Friday, May 24, 2013

Quantum-dot solar cells have great potential for solar cells

There has been great interest in recent years in using tiny particles called quantum dots to produce low-cost, easily manufactured, stable photovoltaic cells.

Now, for the most widely used type of quantum dots, made of compounds called metal chalcogenides, researchers from MIT may have found the key: The limiting factor seems to be off-kilter ratios of the two basic components that make up the dots.

The new findings — by Jeffrey Grossman, the Carl Richard Soderberg Associate Professor of Power Engineering, materials science and engineering graduate student Donghun Kim, and two other researchers — were reported this month in the journal Physical Review Letters.

There has been “a lot of excitement” about the potential for quantum dots in applications including electronic devices, lighting and solar cells, Grossman says. Among other potential advantages, quantum-dot solar cells could be made in a low-temperature process, by depositing material from a solution at room temperature, rather than the high-temperature, energy-intensive processes used for conventional photovoltaics. In addition, such devices could be precisely “tuned,” to obtain maximum conversion of specific wavelengths (colors) of light to energy, by adjusting the size and shape of the particles.

To go beyond the efficiencies achieved so far with quantum-dot solar cells, Grossman says, researchers needed to understand why the charges got trapped in the material. “We found something quite different than what people thought was causing the problem,” he says.

Giulia Galli, a professor of physics and chemistry at the University of California at Davis who was not connected with this research, says it is “quite a creative and important piece of work,” and adds that, “I'm pretty sure this will stimulate new experiments” to engineer the stoichiometry of quantum dots in order to control their properties.

In addition to Kim and Grossman, the work was carried out by former MIT postdoc Joo-Hyoung Lee, now at the Gwangju Institute of Science and Technology in South Korea, and Dong-Ho Kim of the Samsung Advanced Institute of Technology (SAIT) in Cambridge, Mass. The work was supported by SAIT, and is part of a larger quantum-dot solar cell program within the SAIT-MIT alliance that includes professors Vladimir Bulovic and Moungi Bawendi.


◆ **Exercise details**
Write out exactly the lines from the one containing "Give me footwear bounding box." through the last line of the records below, and no others.

* * * * * * * * *

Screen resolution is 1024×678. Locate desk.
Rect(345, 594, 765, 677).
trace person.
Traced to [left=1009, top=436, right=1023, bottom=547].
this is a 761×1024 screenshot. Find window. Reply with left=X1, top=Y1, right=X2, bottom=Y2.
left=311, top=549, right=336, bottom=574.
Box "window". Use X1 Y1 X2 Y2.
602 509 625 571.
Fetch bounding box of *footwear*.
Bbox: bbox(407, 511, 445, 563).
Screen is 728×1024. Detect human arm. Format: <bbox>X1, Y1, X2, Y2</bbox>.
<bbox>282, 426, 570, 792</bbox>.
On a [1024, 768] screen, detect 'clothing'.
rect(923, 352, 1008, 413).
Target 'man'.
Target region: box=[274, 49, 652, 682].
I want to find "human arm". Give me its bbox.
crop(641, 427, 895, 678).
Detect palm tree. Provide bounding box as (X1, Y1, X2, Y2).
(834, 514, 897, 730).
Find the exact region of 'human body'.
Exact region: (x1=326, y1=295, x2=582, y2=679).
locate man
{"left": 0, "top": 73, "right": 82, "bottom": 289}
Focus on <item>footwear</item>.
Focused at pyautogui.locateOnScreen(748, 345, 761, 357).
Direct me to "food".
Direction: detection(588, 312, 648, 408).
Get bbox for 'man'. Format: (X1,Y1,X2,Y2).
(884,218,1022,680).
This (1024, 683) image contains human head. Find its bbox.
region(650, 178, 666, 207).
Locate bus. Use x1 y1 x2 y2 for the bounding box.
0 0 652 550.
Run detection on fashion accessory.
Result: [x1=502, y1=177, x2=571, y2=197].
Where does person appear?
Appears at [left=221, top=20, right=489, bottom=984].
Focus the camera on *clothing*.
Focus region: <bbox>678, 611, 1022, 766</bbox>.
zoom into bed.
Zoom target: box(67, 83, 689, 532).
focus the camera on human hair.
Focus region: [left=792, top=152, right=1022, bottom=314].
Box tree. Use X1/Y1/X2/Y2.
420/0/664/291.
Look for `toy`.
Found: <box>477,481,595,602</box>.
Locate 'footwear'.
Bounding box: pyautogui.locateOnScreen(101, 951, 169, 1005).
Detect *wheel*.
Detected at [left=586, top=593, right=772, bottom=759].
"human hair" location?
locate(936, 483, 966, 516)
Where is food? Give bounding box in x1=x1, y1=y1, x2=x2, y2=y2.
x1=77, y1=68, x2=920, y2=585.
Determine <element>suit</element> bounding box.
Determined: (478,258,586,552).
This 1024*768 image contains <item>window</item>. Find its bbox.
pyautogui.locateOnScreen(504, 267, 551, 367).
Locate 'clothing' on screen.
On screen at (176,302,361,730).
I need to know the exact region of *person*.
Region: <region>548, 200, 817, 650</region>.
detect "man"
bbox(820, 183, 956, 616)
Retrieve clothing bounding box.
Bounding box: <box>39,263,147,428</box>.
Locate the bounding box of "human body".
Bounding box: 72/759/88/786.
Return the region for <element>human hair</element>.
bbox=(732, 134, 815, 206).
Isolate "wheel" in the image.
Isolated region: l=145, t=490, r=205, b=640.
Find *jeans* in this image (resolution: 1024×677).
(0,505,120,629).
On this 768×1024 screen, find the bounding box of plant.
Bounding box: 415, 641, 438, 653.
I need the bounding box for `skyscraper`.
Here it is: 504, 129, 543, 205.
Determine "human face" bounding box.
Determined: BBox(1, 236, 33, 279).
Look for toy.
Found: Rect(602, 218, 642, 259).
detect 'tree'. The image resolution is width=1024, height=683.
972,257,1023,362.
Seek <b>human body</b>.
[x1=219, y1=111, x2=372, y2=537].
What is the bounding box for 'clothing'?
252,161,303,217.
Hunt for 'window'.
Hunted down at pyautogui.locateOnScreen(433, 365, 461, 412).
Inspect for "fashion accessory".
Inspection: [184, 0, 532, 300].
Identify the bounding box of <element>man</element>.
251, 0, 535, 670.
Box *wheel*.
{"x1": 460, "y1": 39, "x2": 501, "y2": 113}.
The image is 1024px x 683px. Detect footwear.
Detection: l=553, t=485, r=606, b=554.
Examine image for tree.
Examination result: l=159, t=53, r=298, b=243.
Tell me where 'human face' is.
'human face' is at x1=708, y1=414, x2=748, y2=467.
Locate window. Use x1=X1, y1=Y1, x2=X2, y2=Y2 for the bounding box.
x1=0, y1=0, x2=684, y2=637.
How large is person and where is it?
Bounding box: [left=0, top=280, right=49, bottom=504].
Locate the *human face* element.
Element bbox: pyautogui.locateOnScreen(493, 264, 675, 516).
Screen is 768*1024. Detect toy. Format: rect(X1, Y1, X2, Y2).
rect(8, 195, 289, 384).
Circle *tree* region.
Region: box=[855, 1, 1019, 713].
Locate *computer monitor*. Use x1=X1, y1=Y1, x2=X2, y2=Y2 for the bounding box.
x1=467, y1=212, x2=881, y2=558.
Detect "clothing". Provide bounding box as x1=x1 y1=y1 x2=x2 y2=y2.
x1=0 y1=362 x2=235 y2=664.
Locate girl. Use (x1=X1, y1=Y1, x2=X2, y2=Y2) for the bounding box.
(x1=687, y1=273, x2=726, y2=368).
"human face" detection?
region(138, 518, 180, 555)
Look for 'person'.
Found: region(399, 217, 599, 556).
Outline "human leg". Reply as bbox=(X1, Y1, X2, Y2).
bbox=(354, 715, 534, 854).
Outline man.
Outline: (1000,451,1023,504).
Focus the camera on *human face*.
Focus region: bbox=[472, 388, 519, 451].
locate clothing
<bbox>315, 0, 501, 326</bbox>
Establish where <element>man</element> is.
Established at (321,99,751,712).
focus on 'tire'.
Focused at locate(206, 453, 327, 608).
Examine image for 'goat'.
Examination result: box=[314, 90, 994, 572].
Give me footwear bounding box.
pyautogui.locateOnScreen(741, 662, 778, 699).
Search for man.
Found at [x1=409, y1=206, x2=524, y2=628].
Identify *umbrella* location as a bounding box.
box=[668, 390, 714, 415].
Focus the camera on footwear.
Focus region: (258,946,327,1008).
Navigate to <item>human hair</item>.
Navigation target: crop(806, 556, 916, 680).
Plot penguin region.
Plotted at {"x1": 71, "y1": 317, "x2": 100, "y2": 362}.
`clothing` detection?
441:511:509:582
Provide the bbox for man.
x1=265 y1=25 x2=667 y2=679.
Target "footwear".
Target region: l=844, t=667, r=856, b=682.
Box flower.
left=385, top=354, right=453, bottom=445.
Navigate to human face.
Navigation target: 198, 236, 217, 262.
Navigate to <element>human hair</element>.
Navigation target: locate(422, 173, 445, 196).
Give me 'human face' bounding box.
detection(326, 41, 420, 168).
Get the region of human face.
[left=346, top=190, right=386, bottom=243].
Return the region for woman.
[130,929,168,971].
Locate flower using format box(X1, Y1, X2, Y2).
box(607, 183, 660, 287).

* * * * * * * * *

◆ **Answer below**
Give me footwear bounding box.
pyautogui.locateOnScreen(741, 662, 778, 699).
Search for man.
Found at [x1=409, y1=206, x2=524, y2=628].
Identify *umbrella* location as a bounding box.
box=[668, 390, 714, 415].
Focus the camera on footwear.
Focus region: (258,946,327,1008).
Navigate to <item>human hair</item>.
Navigation target: crop(806, 556, 916, 680).
Plot penguin region.
Plotted at {"x1": 71, "y1": 317, "x2": 100, "y2": 362}.
`clothing` detection?
441:511:509:582
Provide the bbox for man.
x1=265 y1=25 x2=667 y2=679.
Target "footwear".
Target region: l=844, t=667, r=856, b=682.
Box flower.
left=385, top=354, right=453, bottom=445.
Navigate to human face.
Navigation target: 198, 236, 217, 262.
Navigate to <element>human hair</element>.
Navigation target: locate(422, 173, 445, 196).
Give me 'human face' bounding box.
detection(326, 41, 420, 168).
Get the region of human face.
[left=346, top=190, right=386, bottom=243].
Return the region for woman.
[130,929,168,971].
Locate flower using format box(X1, Y1, X2, Y2).
box(607, 183, 660, 287).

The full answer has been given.